• Task inputs:

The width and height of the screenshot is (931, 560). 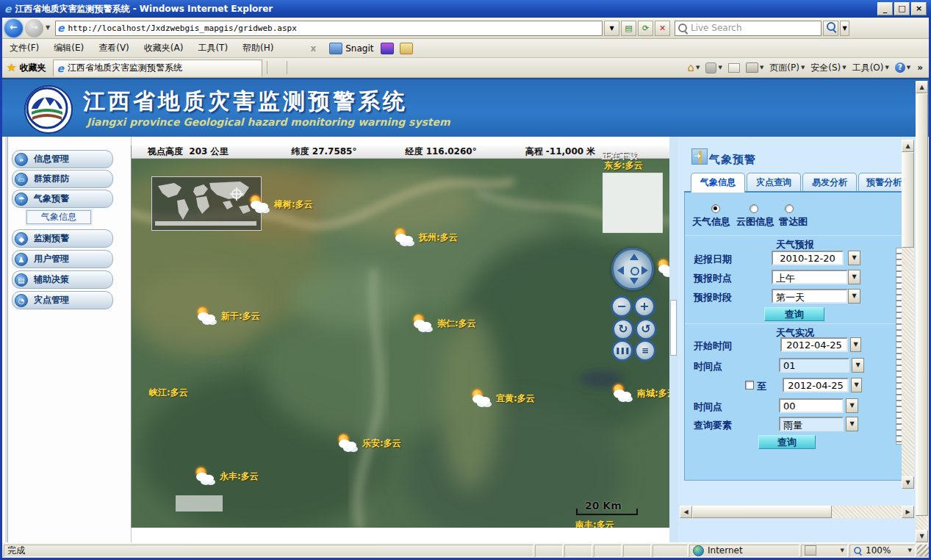 What do you see at coordinates (814, 345) in the screenshot?
I see `live-start-field: 2012-04-25` at bounding box center [814, 345].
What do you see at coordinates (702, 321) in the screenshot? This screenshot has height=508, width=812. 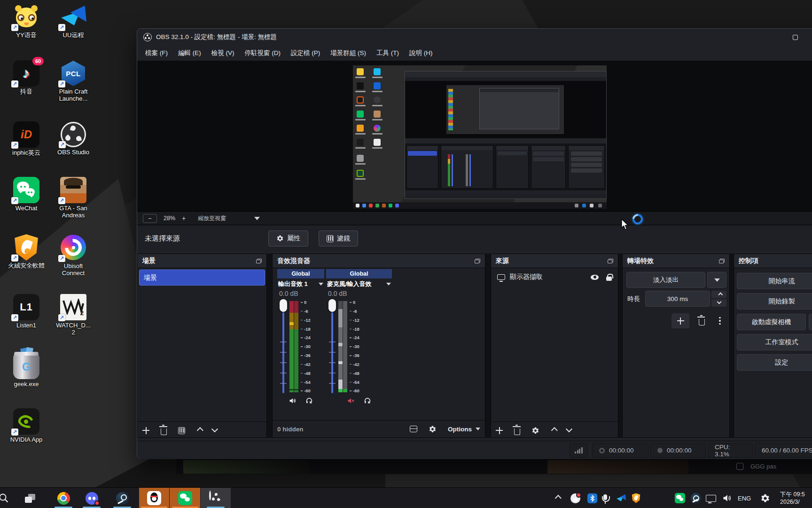 I see `remove-transition-button` at bounding box center [702, 321].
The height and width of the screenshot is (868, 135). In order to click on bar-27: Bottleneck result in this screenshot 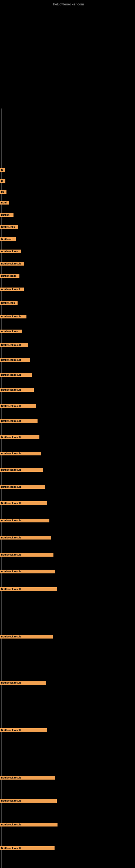, I will do `click(26, 538)`.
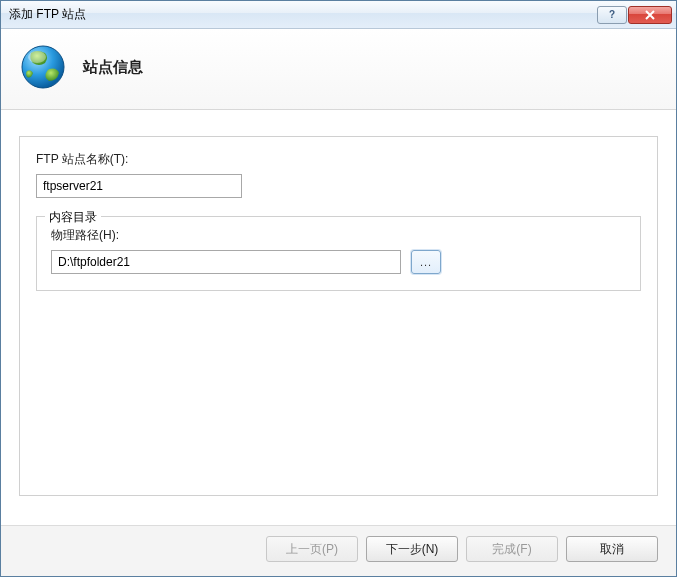  What do you see at coordinates (650, 15) in the screenshot?
I see `close-icon` at bounding box center [650, 15].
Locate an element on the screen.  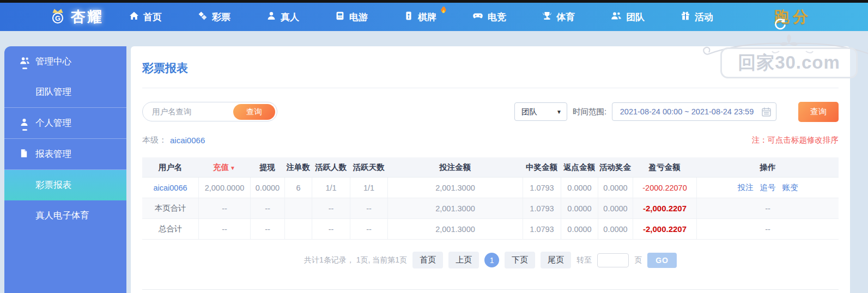
col-header-actions: 操作 is located at coordinates (767, 168).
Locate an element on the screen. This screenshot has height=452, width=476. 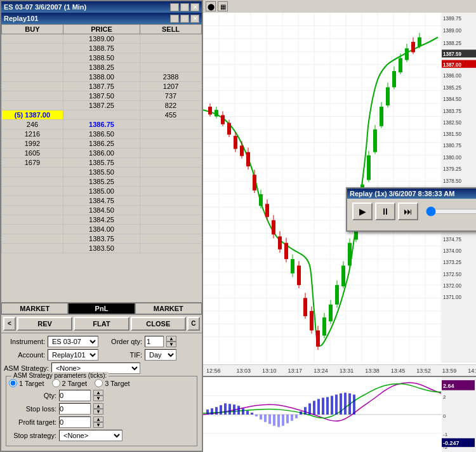
c-button: C is located at coordinates (194, 324).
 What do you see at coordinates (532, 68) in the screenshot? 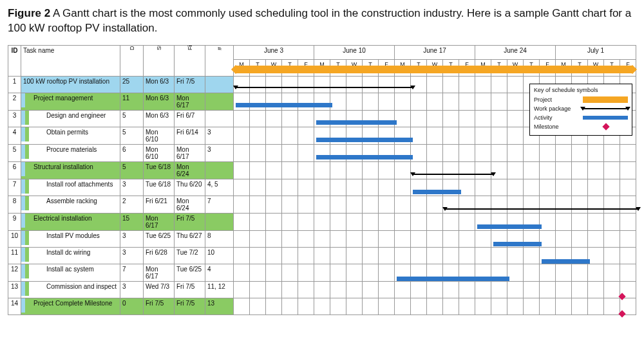
I see `day-header: T` at bounding box center [532, 68].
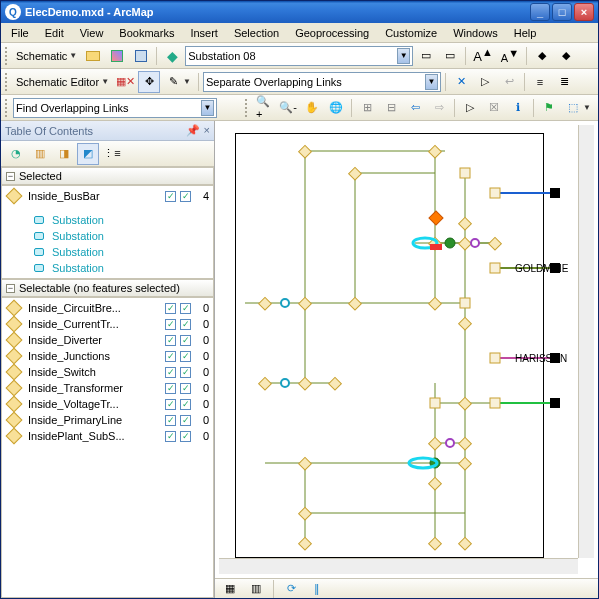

• Task brief: Write out each line exactly, from the one containing "Locate an element on the screen. This" through the end of the entries, and skip the pictures.

• Expected output:
Locate an element on the screen. This screenshot has height=452, width=476. 
c-button: C is located at coordinates (194, 324).
 What do you see at coordinates (532, 68) in the screenshot? 
I see `day-header: T` at bounding box center [532, 68].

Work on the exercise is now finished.